Above Photo: Activestills.org.
The Israeli occupation has left nearly 130,000 people stranded inside the camp as Israeli forces continue their search for a suspect in the killing of a soldier at a checkpoint last week.
The siege as been condemned as an act of collective punishment.
A Palestinian youth was killed and several others were injured after Israeli occupation forces opened fire at protesters in Bethlehem in the occupied West Bank on Wednesday, October 12. The protesters were demanding lifting of the Israeli siege on the Shuafat refugee camp in occupied East Jerusalem.
According to the Palestinian Ministry of Health, 18-year-old Mohammad Adwai was shot dead and another youth was injured after Israeli forces opened fire at protesters.
Israeli forces also attacked several other protests across the occupied West Bank and East Jerusalem, including one at the Shuafat checkpoint itself, injuring several protesters.
The protests on Wednesday were part of the Palestinian call for strike against Israel’s ongoing siege of Shuafat, one of the largest Palestinian refugee camps. Protests were also held in several Israeli cities, such as Haifa, demanding the immediate lifting of the siege on Shuafat.
Israeli forces have besieged the Shuafat camp for last five days, where around 100,000 Palestinian refugees live. They prevented people in the camp from going out and also disallowed people from outside to enter. According to Quds News Network, Israeli forces also blocked the entrances of the nearby towns of Anata and al-Salam, and were conducting raids all across the occupied territories.
According to the Palestinian Wafa news agency, at least two dozen Palestinians have been arrested from the occupied West Bank and East Jerusalem in the mass raids so far.
According to the latest reports, though Israeli forces partially opened the checkpost leading to Shuafat on Thursday morning, they brought reinforcements including bulldozers inside the camp, which hints at the continuation of the raids.
The Israeli occupation forces have claimed that they are looking for a suspect involved in the killing of an Israeli soldier at a checkpoint last Saturday. The mother and brother of the suspect were arrested from the camp but later released.
The siege of the camp has left thousands of Palestinians, many who need regular medical checkups and treatment for terminal diseases such as cancer, stranded inside the camp without medical supervision and medicines as Israeli authorities did not allow those supplies inside. Most of the basic services like sanitation were also affected. Thousands of school children who travel to the main city for studies are also not allowed to attend their classes, Mahmoud Abu al-Antouz, head of the camp’s popular committee, told Al-Jazeera.
Reacting to the growing Israeli atrocities, the Palestinian Authority issued a statement condemning the siege on Shuafat. It termed it as “collective punishment” and demanded that the international community immediately intervene to force Israel to abandon such oppressive and illegal measures.
Human rights groups have also called for the immediate lifting of the siege, calling it another example of the use of prohibited “collective punishment” methods against the Palestinians living under occupation.
Israel has imposed a complete blockade on the Gaza strip for more than a decade and half now, leaving the economy of the region and the living conditions of its millions of residents in a precarious situation.
Just like Gaza, majority of the residents of Shuafat are refugees of the Nakba, when, during the time of Israel’s creation in 1948, they were forcefully expelled from their homes by Israeli armies in an attempt to ethnically cleanse the areas in historical Palestine. The Shuafat camp was built in 1965 by the United Nations Relief and Work Agency (UNRWA) which is responsible for Palestinian refugees.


Pull every line with "month" from the material.

##### Provided entries

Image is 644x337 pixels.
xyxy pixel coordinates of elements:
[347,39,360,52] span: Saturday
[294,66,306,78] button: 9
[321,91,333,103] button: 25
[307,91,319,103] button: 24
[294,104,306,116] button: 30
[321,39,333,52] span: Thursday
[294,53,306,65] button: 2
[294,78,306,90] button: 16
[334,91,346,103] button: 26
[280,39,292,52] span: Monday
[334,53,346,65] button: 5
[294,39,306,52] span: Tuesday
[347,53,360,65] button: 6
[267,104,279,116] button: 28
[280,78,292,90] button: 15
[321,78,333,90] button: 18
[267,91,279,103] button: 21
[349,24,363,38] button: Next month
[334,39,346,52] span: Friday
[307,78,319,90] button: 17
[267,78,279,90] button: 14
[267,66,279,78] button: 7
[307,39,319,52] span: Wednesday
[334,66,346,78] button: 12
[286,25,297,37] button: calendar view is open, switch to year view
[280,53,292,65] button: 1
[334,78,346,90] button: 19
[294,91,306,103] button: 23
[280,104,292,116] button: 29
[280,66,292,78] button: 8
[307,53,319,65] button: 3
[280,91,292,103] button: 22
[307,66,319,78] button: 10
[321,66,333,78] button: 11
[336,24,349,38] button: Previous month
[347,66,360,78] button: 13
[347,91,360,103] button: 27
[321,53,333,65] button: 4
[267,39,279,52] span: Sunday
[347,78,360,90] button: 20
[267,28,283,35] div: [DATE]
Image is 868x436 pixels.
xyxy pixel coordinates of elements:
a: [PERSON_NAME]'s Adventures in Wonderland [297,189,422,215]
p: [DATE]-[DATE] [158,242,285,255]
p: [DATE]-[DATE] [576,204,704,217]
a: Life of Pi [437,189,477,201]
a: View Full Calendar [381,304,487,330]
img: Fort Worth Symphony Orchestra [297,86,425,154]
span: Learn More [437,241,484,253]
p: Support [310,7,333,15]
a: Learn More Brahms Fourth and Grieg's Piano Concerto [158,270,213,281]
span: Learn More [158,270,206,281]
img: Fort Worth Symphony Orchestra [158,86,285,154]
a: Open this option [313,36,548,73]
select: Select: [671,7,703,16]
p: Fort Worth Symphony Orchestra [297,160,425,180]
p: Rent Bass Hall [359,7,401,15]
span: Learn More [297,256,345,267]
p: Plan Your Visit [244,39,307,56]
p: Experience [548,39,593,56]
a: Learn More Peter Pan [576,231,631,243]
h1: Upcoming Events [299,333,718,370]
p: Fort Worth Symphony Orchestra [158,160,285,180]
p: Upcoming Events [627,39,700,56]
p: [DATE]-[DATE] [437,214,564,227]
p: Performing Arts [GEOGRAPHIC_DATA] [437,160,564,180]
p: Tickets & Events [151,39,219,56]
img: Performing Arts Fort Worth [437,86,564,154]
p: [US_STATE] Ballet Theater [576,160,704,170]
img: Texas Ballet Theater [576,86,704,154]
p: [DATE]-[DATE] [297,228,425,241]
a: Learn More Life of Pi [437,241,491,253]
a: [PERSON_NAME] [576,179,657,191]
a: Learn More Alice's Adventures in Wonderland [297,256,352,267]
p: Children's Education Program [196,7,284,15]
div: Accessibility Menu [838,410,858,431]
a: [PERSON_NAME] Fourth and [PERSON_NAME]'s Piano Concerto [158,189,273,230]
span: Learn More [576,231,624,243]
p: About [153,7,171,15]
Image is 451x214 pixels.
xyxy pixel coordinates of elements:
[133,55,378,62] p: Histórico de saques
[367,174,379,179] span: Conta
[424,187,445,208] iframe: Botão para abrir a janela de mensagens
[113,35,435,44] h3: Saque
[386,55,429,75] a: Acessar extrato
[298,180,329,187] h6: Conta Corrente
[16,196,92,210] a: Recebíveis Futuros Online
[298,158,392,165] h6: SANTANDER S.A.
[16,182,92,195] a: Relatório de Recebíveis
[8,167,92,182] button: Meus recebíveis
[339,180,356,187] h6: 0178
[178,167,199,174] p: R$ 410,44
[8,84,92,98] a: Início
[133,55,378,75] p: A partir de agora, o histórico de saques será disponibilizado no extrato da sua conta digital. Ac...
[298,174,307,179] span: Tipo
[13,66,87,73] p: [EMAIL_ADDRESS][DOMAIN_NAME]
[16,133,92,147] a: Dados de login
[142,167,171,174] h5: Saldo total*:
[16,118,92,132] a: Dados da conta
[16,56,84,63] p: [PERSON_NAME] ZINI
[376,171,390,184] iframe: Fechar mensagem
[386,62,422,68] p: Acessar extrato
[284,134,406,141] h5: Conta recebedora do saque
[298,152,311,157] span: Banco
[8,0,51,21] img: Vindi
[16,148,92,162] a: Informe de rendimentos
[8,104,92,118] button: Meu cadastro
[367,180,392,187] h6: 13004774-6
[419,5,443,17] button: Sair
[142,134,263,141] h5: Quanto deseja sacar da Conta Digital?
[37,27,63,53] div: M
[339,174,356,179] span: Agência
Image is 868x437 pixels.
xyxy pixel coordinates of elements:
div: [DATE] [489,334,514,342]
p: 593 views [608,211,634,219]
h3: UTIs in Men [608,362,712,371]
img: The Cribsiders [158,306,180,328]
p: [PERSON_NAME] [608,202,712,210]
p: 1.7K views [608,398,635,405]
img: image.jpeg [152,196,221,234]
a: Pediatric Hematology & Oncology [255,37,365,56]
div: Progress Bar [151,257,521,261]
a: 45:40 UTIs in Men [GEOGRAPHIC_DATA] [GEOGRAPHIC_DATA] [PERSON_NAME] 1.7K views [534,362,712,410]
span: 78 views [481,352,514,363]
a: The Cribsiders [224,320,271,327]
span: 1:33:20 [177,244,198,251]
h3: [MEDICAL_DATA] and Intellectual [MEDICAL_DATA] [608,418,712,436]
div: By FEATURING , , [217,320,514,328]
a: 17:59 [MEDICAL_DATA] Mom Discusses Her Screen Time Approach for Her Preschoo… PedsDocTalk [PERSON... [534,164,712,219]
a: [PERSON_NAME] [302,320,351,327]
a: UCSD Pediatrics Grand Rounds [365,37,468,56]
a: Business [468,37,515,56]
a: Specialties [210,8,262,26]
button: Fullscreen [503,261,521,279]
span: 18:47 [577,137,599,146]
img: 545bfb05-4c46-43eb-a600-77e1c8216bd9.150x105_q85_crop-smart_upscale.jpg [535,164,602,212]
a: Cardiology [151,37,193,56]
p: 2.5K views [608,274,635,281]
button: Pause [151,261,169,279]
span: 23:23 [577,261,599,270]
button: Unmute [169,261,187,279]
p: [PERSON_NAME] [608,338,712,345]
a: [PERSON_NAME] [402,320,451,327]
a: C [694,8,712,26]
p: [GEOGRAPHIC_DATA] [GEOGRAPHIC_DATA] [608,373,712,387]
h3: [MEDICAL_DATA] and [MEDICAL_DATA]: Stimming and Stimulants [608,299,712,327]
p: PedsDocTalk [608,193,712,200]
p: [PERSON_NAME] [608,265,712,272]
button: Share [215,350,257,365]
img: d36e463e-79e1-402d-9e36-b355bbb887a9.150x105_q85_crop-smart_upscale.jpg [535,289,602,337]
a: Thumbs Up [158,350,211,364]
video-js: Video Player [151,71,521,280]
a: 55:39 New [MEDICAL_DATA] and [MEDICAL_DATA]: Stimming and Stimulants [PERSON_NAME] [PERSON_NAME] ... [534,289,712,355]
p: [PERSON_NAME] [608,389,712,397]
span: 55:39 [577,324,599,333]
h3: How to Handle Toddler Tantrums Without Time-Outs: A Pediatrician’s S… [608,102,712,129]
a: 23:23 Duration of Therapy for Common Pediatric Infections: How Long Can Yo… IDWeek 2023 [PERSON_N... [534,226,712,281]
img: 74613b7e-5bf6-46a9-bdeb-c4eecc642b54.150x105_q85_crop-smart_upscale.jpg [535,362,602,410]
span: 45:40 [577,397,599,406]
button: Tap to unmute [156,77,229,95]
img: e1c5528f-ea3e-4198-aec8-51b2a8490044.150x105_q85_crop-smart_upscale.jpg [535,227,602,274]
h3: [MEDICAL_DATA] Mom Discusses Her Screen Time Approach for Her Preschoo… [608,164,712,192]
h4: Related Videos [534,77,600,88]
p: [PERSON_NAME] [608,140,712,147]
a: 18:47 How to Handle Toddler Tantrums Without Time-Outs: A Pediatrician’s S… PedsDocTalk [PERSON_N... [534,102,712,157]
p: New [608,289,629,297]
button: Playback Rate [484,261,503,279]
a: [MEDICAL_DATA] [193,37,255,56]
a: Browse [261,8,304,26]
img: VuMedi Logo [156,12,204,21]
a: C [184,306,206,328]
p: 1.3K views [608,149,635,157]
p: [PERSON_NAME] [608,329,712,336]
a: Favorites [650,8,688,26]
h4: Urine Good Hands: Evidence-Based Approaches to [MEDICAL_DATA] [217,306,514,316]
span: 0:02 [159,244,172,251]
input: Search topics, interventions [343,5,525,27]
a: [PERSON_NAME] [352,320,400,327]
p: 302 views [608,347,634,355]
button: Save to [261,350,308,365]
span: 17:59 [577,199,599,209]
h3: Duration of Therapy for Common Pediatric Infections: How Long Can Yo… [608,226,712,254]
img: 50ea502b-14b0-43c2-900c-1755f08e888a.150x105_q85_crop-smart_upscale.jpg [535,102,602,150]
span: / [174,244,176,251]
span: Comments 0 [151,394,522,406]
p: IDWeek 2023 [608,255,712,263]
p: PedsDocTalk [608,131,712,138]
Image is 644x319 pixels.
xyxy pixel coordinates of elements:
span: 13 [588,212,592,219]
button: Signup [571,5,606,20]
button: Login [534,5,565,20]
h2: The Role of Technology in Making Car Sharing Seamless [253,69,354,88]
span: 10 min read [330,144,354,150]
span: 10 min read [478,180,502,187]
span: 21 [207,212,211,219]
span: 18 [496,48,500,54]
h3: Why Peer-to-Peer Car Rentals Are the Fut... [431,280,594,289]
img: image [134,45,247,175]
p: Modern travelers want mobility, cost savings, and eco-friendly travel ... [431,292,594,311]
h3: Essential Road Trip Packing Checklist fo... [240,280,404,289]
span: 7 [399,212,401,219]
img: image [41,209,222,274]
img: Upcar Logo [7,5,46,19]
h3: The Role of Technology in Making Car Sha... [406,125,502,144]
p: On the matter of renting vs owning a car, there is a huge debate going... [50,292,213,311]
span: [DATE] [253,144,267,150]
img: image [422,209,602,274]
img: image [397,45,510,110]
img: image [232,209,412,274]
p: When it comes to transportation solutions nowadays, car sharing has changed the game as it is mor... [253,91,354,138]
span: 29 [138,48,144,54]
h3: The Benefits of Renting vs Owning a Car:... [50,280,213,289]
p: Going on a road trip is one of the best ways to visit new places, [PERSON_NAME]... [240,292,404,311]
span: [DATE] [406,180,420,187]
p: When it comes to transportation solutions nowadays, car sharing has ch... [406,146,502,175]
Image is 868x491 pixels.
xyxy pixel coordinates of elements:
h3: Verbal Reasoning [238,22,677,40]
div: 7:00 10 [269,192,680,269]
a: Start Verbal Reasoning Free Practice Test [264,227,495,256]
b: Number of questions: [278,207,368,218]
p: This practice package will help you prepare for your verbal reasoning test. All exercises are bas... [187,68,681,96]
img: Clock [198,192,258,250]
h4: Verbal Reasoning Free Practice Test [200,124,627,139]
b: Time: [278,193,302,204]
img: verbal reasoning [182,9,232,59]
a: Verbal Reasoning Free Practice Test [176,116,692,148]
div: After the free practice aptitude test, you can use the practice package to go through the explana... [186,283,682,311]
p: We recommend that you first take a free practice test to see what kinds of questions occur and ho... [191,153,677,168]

##########

● **Answer to this task**:
[349,24,363,38] button: Next month
[336,24,349,38] button: Previous month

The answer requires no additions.